In searching for answers on the big issues of asylum-seekers and climate change, the missing answer is that the government might lack authority for implementing positions it opposed at the last election.

ABC TV's Insiders program yesterday spent virtually its entire hour discussing the apparently reprehensible tactics of the opposition. Four journalists and a cartoonist seemed to believe the man with the insurmountable problem in politics at present is the "negative" Opposition Leader.

A new arrival in Australia would have been left with the impression that Tony Abbott is an objectionable opportunist blocking a government's mandate to impose a carbon tax and send asylum-seekers to Malaysia.

The futility of this Canberra play-acting is obvious. The electorate is not stupid.

Most voters are fully aware that Gillard promised not to introduce a carbon tax and not to send asylum-seekers to countries that are not signatories to the UN refugees convention.

Forget about the right side of history. Whatever your view on the merits of the policies, most voters can see Abbott is on the right side of the electoral mandate. He is abrasive but he is doing what he pledged.

Yet we see the daily absurdity of journalists who built reputations on diatribes against John Howard's offshore processing and the electoral overreach of Work Choices now arguing passionately for the adoption of the Malaysia Solution and mocking the Coalition for opposing a carbon tax that both main parties ruled out before the election.

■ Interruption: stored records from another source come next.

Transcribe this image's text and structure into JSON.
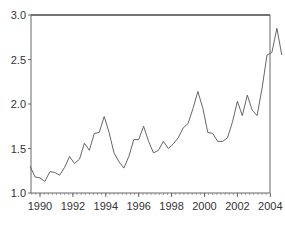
{
  "chart_data": {
    "type": "line",
    "title": "",
    "xlabel": "",
    "ylabel": "",
    "xlim": [
      1989.4,
      2004.8
    ],
    "ylim": [
      1.0,
      3.0
    ],
    "grid": false,
    "legend": null,
    "x_ticks": [
      1990,
      1992,
      1994,
      1996,
      1998,
      2000,
      2002,
      2004
    ],
    "x_tick_labels": [
      "1990",
      "1992",
      "1994",
      "1996",
      "1998",
      "2000",
      "2002",
      "2004"
    ],
    "y_ticks": [
      1.0,
      1.5,
      2.0,
      2.5,
      3.0
    ],
    "y_tick_labels": [
      "1.0",
      "1.5",
      "2.0",
      "2.5",
      "3.0"
    ],
    "line_color": "#555555",
    "series": [
      {
        "name": "series",
        "x": [
          1989.4,
          1989.7,
          1990.0,
          1990.3,
          1990.6,
          1990.9,
          1991.2,
          1991.5,
          1991.8,
          1992.1,
          1992.4,
          1992.7,
          1993.0,
          1993.3,
          1993.6,
          1993.9,
          1994.2,
          1994.5,
          1994.8,
          1995.1,
          1995.4,
          1995.7,
          1996.0,
          1996.3,
          1996.6,
          1996.9,
          1997.2,
          1997.5,
          1997.8,
          1998.1,
          1998.4,
          1998.7,
          1999.0,
          1999.3,
          1999.6,
          1999.9,
          2000.2,
          2000.5,
          2000.8,
          2001.1,
          2001.4,
          2001.7,
          2002.0,
          2002.3,
          2002.6,
          2002.9,
          2003.2,
          2003.5,
          2003.8,
          2004.1,
          2004.4,
          2004.7
        ],
        "values": [
          1.3,
          1.18,
          1.17,
          1.13,
          1.24,
          1.23,
          1.2,
          1.29,
          1.41,
          1.33,
          1.38,
          1.56,
          1.48,
          1.67,
          1.68,
          1.86,
          1.68,
          1.45,
          1.35,
          1.28,
          1.41,
          1.6,
          1.6,
          1.75,
          1.58,
          1.45,
          1.48,
          1.58,
          1.5,
          1.55,
          1.62,
          1.73,
          1.78,
          1.95,
          2.14,
          1.95,
          1.68,
          1.67,
          1.58,
          1.58,
          1.62,
          1.8,
          2.03,
          1.87,
          2.1,
          1.93,
          1.87,
          2.18,
          2.55,
          2.58,
          2.85,
          2.55
        ]
      }
    ]
  }
}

It truly has become topsy-turvy world. In the real world, voters seem either to be disappointed about how the government has turned out, keen to put Labor out of its misery, or just underwhelmed and disengaged. You don't need polls to work that out.

But airing these media issues is important on two counts. First, because an entrenched disconnect between the press gallery and the mainstream Australians it is supposed to serve cannot help democracy.

And, second, because at a time when the government is exhibiting an extraordinary antipathy towards News Limited over an alleged political agenda, we need to consider whether this may have less to do with one media company shaping political events and more to do with other media missing them.